The NFL draft is not a crapshoot. Tom Brady (sixth-round pick) can complete a million passes to Wes Welker (undrafted), and it won't change this fact. Brady-to-Welker situations happen because the league turns over players at such a high rate that those not drafted inevitably get their shot. You'll see it again and again, because at just seven rounds, the draft isn't designed to fill rosters completely. This is why roughly 15 percent of the league is made up of undrafted players. But the best players are, on average, drafted high.
The Pro Bowl isn't a perfect measure of greatness, it's not where number-crunchers and scouts sip scotch together and agree, "Yep, these truly are the best guys." But it's not a bad one. And if you took every Pro Bowl player drafted in the last 10 years, 100 were drafted in Round 1, 36 in Round 2. That means 71 percent of the NFL's best players were drafted in the first two rounds.
Go back another 10 years, when the draft extended to 12 rounds in some years, and the percentage dips to 63 percent. Subtract kickers, punters and special-teams aces from the equation -- most of whom were drafted late or not at all -- and the first two rounds are even more dominant. It's already happening this year -- 28 of 29 healthy first-round picks have started or played big roles in the first two games; same with the second round.
So I'll say it again: The draft is not a crapshoot. And that's why by Week 1 of 2014, and perhaps well beyond, no team in the NFL will be more loaded with talent than the St. Louis Rams. And it won't just be because of the draft.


WORK REQUEST » Look for the word "name" in the entries below, then copy every line that has it.

INPUT MATERIAL »
=-=-=-=-=
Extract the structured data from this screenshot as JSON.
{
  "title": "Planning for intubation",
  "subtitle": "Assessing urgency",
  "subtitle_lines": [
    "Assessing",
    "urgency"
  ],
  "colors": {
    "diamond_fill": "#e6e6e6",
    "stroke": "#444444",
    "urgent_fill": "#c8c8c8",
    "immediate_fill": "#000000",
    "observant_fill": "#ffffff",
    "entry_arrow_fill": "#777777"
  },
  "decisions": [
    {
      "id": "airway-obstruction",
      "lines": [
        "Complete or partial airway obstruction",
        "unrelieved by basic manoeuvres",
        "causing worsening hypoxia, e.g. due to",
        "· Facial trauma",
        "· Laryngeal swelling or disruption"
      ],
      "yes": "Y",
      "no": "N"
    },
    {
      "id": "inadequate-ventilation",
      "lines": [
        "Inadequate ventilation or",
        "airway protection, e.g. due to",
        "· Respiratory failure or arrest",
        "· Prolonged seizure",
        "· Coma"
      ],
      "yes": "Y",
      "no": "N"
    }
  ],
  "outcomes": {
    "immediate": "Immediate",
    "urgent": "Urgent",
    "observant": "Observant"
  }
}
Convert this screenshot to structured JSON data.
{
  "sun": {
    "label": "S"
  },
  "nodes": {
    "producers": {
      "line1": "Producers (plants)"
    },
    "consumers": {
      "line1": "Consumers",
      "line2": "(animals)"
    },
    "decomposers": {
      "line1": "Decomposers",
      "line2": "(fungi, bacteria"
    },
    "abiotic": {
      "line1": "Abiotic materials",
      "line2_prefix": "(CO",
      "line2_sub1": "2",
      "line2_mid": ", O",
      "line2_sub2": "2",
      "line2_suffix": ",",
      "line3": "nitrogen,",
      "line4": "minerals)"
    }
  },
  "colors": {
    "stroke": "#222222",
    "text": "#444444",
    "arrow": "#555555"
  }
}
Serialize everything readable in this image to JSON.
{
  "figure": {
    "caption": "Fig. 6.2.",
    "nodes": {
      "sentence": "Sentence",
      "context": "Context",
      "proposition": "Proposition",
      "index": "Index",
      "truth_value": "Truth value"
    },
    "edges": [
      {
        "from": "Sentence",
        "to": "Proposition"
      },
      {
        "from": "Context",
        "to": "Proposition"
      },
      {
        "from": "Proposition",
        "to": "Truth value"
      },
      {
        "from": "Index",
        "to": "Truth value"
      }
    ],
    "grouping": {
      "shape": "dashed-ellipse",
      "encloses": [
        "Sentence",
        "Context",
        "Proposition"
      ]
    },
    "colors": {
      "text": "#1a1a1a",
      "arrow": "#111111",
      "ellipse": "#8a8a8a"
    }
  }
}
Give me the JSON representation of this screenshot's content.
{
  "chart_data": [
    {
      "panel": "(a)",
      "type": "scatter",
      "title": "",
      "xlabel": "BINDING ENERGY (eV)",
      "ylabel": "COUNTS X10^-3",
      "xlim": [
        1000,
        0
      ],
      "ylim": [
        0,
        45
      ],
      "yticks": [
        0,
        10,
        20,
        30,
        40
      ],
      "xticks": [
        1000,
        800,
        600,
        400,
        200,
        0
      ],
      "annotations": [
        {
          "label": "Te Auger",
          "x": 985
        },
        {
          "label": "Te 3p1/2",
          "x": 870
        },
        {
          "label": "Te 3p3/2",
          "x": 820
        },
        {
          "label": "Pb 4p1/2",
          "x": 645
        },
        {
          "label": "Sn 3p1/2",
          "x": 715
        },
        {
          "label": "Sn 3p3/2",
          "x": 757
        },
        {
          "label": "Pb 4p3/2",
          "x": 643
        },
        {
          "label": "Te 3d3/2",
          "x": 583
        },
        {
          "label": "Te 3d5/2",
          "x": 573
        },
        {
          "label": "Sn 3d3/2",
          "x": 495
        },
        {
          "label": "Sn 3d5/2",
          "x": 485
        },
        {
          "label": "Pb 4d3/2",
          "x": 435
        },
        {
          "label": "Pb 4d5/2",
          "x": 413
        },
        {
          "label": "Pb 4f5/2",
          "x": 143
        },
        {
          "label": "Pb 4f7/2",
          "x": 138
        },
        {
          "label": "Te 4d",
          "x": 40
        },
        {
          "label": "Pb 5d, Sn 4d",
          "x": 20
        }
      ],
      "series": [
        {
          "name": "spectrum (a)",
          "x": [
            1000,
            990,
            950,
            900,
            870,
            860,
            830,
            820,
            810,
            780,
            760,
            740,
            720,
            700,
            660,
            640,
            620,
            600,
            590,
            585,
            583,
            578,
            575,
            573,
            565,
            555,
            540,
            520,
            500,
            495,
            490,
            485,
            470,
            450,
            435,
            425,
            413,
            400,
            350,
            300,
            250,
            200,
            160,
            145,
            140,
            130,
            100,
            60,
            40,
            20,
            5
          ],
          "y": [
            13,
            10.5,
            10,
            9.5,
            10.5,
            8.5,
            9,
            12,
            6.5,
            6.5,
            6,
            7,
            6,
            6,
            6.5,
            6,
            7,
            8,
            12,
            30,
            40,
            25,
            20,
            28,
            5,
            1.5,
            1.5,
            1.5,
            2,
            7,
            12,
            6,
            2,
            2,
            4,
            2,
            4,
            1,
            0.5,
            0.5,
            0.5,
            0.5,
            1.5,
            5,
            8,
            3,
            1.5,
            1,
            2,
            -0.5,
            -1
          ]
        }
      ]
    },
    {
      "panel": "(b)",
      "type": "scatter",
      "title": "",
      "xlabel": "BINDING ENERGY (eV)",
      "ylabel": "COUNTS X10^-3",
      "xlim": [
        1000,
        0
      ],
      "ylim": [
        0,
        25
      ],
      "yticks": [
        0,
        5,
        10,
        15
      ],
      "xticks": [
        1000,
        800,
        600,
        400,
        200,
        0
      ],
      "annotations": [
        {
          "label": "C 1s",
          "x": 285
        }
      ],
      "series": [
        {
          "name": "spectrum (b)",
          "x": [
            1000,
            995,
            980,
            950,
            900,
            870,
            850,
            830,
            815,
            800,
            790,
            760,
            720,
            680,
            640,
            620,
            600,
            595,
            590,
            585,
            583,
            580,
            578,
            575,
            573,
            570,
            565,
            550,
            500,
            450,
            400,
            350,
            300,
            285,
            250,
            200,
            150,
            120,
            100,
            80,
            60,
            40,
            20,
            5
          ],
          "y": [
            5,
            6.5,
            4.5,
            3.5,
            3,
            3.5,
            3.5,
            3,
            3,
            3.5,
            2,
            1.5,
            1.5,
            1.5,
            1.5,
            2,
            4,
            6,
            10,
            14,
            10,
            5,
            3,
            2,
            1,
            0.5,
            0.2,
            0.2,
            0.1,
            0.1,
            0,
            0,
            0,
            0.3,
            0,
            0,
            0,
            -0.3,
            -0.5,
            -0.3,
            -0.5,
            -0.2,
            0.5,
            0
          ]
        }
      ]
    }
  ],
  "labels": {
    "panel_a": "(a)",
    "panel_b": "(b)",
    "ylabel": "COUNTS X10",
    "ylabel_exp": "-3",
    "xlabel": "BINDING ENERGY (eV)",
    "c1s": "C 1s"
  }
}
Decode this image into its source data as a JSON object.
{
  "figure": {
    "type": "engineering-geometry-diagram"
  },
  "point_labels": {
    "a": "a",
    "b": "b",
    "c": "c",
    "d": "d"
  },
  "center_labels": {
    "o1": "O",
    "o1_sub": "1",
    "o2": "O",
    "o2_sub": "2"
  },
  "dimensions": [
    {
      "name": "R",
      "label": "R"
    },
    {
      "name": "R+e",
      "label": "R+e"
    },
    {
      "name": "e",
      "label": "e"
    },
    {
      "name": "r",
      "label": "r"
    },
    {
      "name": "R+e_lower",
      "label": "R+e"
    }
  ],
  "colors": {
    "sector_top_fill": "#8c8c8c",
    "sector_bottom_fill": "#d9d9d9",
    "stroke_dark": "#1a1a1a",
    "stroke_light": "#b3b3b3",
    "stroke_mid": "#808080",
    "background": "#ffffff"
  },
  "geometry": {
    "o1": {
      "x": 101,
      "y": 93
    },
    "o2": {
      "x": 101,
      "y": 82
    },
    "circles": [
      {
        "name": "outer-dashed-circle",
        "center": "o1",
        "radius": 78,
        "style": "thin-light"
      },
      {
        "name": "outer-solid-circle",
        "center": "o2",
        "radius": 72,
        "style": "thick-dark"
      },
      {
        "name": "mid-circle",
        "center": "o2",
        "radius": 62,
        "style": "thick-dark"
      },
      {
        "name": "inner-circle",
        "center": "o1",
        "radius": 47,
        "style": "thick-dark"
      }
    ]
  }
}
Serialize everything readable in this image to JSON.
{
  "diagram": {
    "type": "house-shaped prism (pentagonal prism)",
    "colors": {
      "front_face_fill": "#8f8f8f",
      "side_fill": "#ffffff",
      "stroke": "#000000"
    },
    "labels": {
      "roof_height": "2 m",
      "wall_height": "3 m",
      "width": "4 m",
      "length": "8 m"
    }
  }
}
=-=-=-=-=
YOUR SOLUTION »
          "name": "spectrum (a)",
          "name": "spectrum (b)",
      "name": "R",
      "name": "R+e",
      "name": "e",
      "name": "r",
      "name": "R+e_lower",
        "name": "outer-dashed-circle",
        "name": "outer-solid-circle",
        "name": "mid-circle",
        "name": "inner-circle",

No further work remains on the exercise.